The Druze Between Palestine and Israel, 1947-1949, London (St Antony’s/Macmillan), 2000

"The Druze, the Jews and the creation of a shared history", in Ron Nettler and Suha Taji-Farouki, eds, Muslim-Jewish Encounters: Mutual Perceptions in Intellectual Traditions, London (Harwood), 1998

"The Palestinian Druze in the 1947-1949 Arab-Israeli War", Israel Studies 2/1, April, 1997

Teaching and Supervision

I teach courses in both the Institute of Islamic Studies and the Department of History and Classical Studies on a broad range of topics connected to the history of the modern Middle East. These include undergraduate courses on the history of Palestine; the history of modern Egypt; the history of anti-colonial rebellions in the modern Middle East and North Africa; and the history of the modern Middle East since the 1970s.

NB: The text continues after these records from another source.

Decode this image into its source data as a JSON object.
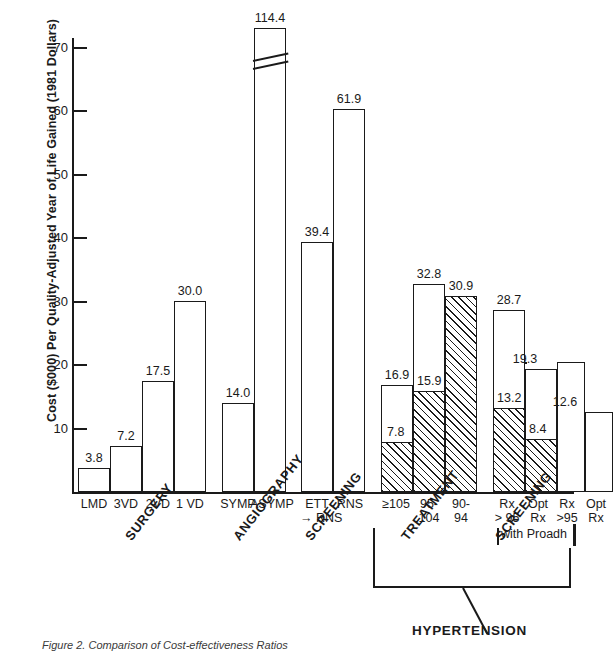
{
  "chart_data": {
    "type": "bar",
    "title": "",
    "xlabel": "",
    "ylabel": "Cost ($000) Per Quality-Adjusted Year of Life Gained (1981 Dollars)",
    "ylim": [
      0,
      75
    ],
    "yticks": [
      10,
      20,
      30,
      40,
      50,
      60,
      70
    ],
    "ytick_labels": [
      "10",
      "20",
      "30",
      "40",
      "50",
      "60",
      "70"
    ],
    "grid": false,
    "legend": "none",
    "axis_break_note": "ASYMP bar is broken; true value 114.4 exceeds axis range",
    "categories": [
      "LMD",
      "3VD",
      "2VD",
      "1 VD",
      "SYMP",
      "ASYMP",
      "ETT",
      "RNS → RNS",
      "≥105",
      "95-104",
      "90-94",
      "Rx > 95",
      "Opt Rx",
      "Rx >95",
      "Opt Rx"
    ],
    "values": [
      3.8,
      7.2,
      17.5,
      30.0,
      14.0,
      114.4,
      39.4,
      61.9,
      16.9,
      32.8,
      30.9,
      28.7,
      19.3,
      20.4,
      12.6
    ],
    "value_labels": [
      "3.8",
      "7.2",
      "17.5",
      "30.0",
      "14.0",
      "114.4",
      "39.4",
      "61.9",
      "16.9",
      "32.8",
      "30.9",
      "28.7",
      "19.3",
      "",
      "12.6"
    ],
    "hatched_subvalues": [
      null,
      null,
      null,
      null,
      null,
      null,
      null,
      null,
      7.8,
      15.9,
      30.9,
      13.2,
      8.4,
      null,
      null
    ],
    "hatched_labels": [
      "",
      "",
      "",
      "",
      "",
      "",
      "",
      "",
      "7.8",
      "15.9",
      "",
      "13.2",
      "8.4",
      "",
      ""
    ],
    "groups": [
      {
        "name": "SURGERY",
        "members": [
          "LMD",
          "3VD",
          "2VD",
          "1 VD"
        ]
      },
      {
        "name": "ANGIOGRAPHY",
        "members": [
          "SYMP",
          "ASYMP"
        ]
      },
      {
        "name": "SCREENING",
        "members": [
          "ETT",
          "RNS → RNS"
        ]
      },
      {
        "name": "TREATMENT",
        "members": [
          "≥105",
          "95-104",
          "90-94"
        ]
      },
      {
        "name": "SCREENING",
        "members": [
          "Rx > 95",
          "Opt Rx",
          "Rx >95",
          "Opt Rx"
        ]
      }
    ],
    "super_group": "HYPERTENSION",
    "annotations": [
      "with Proadh"
    ]
  },
  "xtick_labels": [
    {
      "line1": "LMD",
      "line2": ""
    },
    {
      "line1": "3VD",
      "line2": ""
    },
    {
      "line1": "2VD",
      "line2": ""
    },
    {
      "line1": "1 VD",
      "line2": ""
    },
    {
      "line1": "SYMP",
      "line2": ""
    },
    {
      "line1": "ASYMP",
      "line2": ""
    },
    {
      "line1": "ETT",
      "line2": "→ RNS"
    },
    {
      "line1": "RNS",
      "line2": ""
    },
    {
      "line1": "≥105",
      "line2": ""
    },
    {
      "line1": "95-",
      "line2": "104"
    },
    {
      "line1": "90-",
      "line2": "94"
    },
    {
      "line1": "Rx",
      "line2": "> 95"
    },
    {
      "line1": "Opt",
      "line2": "Rx"
    },
    {
      "line1": "Rx",
      "line2": ">95"
    },
    {
      "line1": "Opt",
      "line2": "Rx"
    }
  ],
  "caption": "Figure 2. Comparison of Cost-effectiveness Ratios"
}
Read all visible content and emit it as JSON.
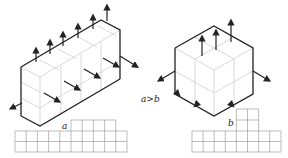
{
  "diagram": {
    "left_block": {
      "label": "a",
      "cells_long": 5,
      "top_arrow_count": 6,
      "bottom_arrow_count": 4
    },
    "right_block": {
      "label": "b",
      "cells_per_side": 2,
      "top_arrow_count": 3,
      "bottom_arrow_count": 2
    },
    "comparison": "a>b",
    "left_grid": {
      "label": "a",
      "bottom_rows": 2,
      "bottom_cols": 10,
      "upper_cols": 4
    },
    "right_grid": {
      "label": "b",
      "bottom_rows": 2,
      "bottom_cols": 8,
      "tower_cols": 2,
      "tower_rows": 2
    },
    "colors": {
      "edge": "#222222",
      "hidden_edge": "#bbbbbb",
      "grid": "#999999"
    }
  }
}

I very much enjoy undergraduate teaching, and in 2014, I was the recipient of the Noel H. Fieldhouse Award for Distinguished Teaching. This award is given once a year to a professor in the Faculty of Arts at SM. In 2017, I was awarded The Principal’s Prize for Excellence in Teaching (Associate Professor Category), which is an inter-faculty award. For an interview that I did after receiving the 2017 award, where I talk about my teaching, follow this link:

I also teach graduate classes in the Institute of Islamic Studies. Topics include: Empire and the Middle East; new directions in Palestine Studies; and Palestine under British occupation.

I have supervised several MA students to completion both in the Institute of Islamic Studies and in the Department of History and Classical Studies. My MA students’ topics have included: the history of the Shawam community in Egypt; the Arab Revolt of 1916; the history of the Palestinian refugees in Lebanon; the political career of Gertrude Bell; the history of the Muslim Brotherhood in Syria; the history of Jewish insurgency in Mandate Palestine; and a comparative history of colonial commissions in Palestine and South Africa (co-supervised with Elizabeth Elbourne).

I have supervised six PhDs to completion (four in the Department of History and Classical Studies, and two in Islamic Studies). Topics include the relationship between the late Ottoman state and Western missionaries; a social biography of Taha Hussein; a social biography of ‘Izz al-Din al-Qassam; and a history of the Israeli-Palestinian peace negotiations after Oslo. In addition, I have served as a comprehensive exam examiner for approximately 20 PhD students in the Department of History and Classical Studies and the Institute of Islamic Studies. Examination fields have included the history of the 20th-century Middle East; the history of modern Egypt; the history of modern Palestine; and British and French colonialism in the modern Middle East.